The US has deep concerns that China could try to position itself as a peacemaker in the war in Ukraine by promoting a ceasefire, the White House has said. A ceasefire in Ukraine would “in effect recognise Russia’s gains and its attempt to conquer its neighbour’s territory by force, allowing Russian troops to continue to occupy sovereign Ukrainian territory”, said the White House national security spokesperson, John Kirby.
President Recep Tayyip Erdoğan said Turkey would start the process of ratifying Finland’s Nato membership bid in parliament after Helsinki took “authentic and concrete steps” to keep its promises in a trilateral agreement. Erdoğan also said Turkey’s willingness to consider ratifying Sweden’s Nato bid would “depend on the solid steps Sweden will take”.
Sweden remained confident it would join Nato, the foreign minister said. Tobias Billström said separate ratification of Finland and Sweden’s bids by Ankara was “a development that we didn’t want but it’s something that we’re prepared for”.

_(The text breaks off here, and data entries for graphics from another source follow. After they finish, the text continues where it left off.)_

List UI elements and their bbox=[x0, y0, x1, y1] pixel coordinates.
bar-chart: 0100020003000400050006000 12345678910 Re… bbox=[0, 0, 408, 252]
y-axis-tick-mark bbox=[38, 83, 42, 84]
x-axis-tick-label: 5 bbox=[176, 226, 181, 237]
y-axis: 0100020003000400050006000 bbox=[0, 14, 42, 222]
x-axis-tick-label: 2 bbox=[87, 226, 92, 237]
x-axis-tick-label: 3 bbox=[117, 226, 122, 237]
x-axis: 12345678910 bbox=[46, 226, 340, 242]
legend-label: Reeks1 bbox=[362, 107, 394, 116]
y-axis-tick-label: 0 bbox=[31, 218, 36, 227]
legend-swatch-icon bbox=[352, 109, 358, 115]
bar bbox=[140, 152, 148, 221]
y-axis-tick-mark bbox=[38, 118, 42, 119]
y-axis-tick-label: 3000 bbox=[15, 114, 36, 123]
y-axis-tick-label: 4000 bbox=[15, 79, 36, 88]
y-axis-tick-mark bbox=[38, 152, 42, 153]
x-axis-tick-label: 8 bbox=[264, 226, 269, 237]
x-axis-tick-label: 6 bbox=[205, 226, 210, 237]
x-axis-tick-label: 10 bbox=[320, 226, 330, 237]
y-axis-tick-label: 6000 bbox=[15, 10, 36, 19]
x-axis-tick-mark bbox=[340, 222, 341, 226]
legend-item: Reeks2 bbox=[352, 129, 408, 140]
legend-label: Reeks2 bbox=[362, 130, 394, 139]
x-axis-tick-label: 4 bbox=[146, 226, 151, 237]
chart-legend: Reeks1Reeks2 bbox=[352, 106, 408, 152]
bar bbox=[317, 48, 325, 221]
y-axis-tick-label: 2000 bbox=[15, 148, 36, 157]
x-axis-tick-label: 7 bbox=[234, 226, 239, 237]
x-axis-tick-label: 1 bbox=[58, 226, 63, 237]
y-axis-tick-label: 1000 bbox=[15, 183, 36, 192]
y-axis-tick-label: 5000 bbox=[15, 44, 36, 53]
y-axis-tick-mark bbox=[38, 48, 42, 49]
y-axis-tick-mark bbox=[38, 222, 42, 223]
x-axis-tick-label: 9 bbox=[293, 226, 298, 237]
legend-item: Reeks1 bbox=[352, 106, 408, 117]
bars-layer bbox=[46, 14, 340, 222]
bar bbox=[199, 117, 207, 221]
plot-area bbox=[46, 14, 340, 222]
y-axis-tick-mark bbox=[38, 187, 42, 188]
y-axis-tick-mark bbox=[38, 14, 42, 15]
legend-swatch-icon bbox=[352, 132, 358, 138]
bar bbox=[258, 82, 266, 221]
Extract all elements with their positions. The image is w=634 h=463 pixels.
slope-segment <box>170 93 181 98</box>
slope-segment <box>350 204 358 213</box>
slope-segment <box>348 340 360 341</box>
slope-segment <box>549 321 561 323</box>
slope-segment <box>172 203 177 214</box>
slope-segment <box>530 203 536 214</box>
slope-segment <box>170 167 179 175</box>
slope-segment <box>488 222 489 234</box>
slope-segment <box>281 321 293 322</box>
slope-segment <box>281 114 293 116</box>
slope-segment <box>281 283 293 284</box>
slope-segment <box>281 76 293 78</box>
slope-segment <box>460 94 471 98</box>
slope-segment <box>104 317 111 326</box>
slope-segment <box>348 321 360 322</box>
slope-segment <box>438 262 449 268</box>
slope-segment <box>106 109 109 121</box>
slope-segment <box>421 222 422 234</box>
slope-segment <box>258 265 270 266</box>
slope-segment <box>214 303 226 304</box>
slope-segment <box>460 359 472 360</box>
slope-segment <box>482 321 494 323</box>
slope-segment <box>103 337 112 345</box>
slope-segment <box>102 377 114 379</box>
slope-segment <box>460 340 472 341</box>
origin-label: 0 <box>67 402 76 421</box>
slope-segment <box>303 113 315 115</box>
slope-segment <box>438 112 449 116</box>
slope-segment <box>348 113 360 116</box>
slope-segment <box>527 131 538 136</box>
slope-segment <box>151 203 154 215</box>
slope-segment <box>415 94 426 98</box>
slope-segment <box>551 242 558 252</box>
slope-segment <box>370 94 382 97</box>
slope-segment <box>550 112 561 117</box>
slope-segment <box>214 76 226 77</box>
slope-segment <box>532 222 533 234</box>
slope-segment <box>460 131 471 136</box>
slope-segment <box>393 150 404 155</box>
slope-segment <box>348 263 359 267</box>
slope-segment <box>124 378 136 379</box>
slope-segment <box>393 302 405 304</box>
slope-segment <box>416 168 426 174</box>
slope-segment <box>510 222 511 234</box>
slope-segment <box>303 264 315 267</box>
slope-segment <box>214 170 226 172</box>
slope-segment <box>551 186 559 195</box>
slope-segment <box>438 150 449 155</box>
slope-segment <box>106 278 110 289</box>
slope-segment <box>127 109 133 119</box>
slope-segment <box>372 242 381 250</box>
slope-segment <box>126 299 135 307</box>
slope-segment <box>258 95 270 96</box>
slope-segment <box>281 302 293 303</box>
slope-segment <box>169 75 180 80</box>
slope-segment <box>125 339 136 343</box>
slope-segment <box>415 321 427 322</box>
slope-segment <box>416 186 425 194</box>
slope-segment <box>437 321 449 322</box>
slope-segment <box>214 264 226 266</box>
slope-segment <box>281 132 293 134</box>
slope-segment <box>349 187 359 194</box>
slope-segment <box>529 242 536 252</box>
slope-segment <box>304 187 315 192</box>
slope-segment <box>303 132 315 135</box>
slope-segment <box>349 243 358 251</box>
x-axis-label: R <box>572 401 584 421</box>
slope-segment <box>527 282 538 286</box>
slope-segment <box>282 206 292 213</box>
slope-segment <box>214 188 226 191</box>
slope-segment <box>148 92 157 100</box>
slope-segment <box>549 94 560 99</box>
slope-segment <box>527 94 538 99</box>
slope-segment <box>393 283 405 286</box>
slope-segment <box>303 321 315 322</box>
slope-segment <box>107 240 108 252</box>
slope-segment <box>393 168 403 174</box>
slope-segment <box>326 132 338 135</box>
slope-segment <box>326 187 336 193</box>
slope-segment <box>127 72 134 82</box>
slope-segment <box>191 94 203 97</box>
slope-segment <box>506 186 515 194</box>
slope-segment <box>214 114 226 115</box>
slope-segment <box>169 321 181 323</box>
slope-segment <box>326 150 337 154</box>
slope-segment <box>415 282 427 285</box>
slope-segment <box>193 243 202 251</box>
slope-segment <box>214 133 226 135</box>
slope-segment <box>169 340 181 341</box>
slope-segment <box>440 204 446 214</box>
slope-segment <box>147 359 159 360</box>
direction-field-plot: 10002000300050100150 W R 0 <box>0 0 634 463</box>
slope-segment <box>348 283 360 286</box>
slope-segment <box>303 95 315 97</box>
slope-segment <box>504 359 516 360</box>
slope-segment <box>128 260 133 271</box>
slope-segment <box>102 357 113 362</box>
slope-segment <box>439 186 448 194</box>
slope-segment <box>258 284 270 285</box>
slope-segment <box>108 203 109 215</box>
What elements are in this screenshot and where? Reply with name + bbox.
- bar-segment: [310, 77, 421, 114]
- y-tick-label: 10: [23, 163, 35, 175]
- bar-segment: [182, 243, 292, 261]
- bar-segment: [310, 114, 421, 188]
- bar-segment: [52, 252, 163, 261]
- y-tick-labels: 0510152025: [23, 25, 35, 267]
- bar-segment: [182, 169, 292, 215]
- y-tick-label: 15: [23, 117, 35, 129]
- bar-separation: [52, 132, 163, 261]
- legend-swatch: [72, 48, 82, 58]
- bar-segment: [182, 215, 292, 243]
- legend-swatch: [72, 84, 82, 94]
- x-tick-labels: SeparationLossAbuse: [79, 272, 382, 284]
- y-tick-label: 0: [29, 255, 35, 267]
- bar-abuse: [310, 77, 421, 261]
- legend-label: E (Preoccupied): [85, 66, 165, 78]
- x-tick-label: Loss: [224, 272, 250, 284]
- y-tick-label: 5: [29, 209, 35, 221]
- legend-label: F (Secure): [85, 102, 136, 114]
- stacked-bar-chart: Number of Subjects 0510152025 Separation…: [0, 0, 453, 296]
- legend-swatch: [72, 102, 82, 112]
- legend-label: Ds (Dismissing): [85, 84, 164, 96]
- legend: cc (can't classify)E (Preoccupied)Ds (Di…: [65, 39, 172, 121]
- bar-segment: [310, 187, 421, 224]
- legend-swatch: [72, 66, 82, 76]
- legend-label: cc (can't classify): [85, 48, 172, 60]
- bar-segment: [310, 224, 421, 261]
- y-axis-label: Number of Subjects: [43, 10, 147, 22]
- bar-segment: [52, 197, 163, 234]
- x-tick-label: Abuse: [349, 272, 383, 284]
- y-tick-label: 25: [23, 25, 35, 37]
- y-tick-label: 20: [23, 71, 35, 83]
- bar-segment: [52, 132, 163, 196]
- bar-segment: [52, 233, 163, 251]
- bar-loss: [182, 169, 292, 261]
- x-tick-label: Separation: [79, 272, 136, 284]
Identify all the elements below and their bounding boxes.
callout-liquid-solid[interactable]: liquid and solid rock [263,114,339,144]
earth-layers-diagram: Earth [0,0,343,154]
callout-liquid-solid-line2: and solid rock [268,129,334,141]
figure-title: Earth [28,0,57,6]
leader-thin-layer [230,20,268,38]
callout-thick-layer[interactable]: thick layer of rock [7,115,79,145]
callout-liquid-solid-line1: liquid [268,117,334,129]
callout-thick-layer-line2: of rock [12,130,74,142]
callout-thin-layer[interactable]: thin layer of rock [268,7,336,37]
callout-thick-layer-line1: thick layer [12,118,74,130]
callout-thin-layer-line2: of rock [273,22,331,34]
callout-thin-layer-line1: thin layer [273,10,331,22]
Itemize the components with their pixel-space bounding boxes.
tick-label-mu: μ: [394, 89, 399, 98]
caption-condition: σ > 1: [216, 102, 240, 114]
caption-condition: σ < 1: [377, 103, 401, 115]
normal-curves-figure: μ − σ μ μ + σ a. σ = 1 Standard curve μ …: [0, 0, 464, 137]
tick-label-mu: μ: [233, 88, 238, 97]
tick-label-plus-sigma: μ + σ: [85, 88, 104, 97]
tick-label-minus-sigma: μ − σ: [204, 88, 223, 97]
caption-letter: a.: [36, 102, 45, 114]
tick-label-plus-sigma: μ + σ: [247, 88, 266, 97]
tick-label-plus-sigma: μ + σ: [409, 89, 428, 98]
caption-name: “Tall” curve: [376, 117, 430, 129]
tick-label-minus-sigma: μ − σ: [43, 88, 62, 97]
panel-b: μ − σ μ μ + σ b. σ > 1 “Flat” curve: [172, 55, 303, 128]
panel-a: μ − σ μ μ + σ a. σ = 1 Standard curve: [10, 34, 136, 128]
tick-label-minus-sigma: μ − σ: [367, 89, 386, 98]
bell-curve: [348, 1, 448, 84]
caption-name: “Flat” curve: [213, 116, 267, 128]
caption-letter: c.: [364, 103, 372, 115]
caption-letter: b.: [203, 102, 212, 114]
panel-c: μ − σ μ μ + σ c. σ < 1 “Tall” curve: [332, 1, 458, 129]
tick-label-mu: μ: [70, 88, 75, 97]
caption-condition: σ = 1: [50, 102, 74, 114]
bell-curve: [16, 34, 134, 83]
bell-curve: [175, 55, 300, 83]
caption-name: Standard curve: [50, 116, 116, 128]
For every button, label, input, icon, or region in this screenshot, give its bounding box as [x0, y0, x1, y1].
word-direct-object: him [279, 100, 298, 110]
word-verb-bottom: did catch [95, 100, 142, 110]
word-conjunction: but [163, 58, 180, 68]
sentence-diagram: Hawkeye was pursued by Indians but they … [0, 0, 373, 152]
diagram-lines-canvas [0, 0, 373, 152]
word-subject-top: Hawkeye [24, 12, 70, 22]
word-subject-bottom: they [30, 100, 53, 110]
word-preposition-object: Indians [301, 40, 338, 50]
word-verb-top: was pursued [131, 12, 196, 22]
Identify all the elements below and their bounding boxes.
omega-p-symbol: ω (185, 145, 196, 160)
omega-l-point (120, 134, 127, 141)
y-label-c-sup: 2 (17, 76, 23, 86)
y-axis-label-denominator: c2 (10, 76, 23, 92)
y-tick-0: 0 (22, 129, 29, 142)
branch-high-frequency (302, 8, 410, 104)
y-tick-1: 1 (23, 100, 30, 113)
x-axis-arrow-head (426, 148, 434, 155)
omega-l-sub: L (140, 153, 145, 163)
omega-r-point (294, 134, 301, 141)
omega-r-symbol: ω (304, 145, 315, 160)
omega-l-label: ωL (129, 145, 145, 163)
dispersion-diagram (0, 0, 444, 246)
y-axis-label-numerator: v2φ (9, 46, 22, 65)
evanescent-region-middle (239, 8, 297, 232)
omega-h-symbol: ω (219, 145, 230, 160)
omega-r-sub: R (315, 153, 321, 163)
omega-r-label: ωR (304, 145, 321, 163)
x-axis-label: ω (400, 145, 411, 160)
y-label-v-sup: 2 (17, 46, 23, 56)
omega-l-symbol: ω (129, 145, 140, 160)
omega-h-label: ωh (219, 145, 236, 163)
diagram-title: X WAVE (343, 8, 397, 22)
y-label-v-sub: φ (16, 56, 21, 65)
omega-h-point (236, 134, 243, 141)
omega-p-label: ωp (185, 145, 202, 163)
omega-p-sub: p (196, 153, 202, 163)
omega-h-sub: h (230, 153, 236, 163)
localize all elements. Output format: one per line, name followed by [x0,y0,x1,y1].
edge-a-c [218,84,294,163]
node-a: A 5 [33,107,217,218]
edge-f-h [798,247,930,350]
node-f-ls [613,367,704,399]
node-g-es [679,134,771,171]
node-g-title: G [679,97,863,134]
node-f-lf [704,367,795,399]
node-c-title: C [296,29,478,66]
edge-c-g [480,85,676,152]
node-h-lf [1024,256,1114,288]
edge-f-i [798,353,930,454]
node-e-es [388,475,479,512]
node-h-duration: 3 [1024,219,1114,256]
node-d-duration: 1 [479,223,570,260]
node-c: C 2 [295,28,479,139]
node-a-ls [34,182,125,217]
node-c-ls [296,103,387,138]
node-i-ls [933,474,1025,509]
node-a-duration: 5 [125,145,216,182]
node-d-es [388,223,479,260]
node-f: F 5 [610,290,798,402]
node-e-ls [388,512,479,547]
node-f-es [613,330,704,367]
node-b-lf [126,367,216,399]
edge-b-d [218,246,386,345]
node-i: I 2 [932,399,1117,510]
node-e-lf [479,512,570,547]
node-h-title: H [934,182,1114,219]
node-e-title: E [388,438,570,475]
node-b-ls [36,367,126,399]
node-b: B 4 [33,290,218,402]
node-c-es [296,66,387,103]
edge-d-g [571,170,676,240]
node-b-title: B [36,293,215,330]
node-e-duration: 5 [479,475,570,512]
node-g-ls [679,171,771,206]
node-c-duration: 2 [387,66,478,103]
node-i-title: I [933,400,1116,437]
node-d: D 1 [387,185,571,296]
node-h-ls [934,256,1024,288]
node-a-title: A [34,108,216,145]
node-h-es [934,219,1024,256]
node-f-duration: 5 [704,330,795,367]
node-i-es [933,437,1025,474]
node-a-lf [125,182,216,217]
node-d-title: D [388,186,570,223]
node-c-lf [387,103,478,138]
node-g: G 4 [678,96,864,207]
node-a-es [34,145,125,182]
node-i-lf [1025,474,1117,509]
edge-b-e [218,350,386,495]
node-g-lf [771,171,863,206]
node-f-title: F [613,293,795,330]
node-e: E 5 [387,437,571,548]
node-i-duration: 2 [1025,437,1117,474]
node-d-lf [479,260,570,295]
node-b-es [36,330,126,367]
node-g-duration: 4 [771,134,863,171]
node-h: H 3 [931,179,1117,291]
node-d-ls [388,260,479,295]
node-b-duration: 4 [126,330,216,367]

Slovakia will donate 13 MiG-29 warplanes to Ukraine, its prime minister has said. Eduard Heger told a news conference his government was “on the right side of history” as Slovakia became the second Nato member to announce such a shipment in 24 hours, after a similar move by Poland. The Kremlin said the promised planes were another example of Nato members “raising the level of their direct involvement in the conflict”, adding that “all this equipment will be subject to destruction”.
Talks are in progress on the renewal of an agreement allowing the safe export of grain from Ukraine’s Black Sea ports, the UN’s office in Geneva has said. The Black Sea grain initiative, brokered between Russia and Ukraine by the UN and Turkey last July, is due to expire on Saturday. The UN, Ukraine and Turkey have called for a 120-day rollover of the agreement. Russia has said the deal should be renewed for only 60 days.
Kyiv’s wartime curfew will be reduced by an hour to boost business. The head of Kyiv city administration, Serhiy Popko, said the new curfew period – starting at midnight instead of 11pm – would increase the time for public transport and that reducing its duration “should help reduce social tension, increase production, create new jobs”.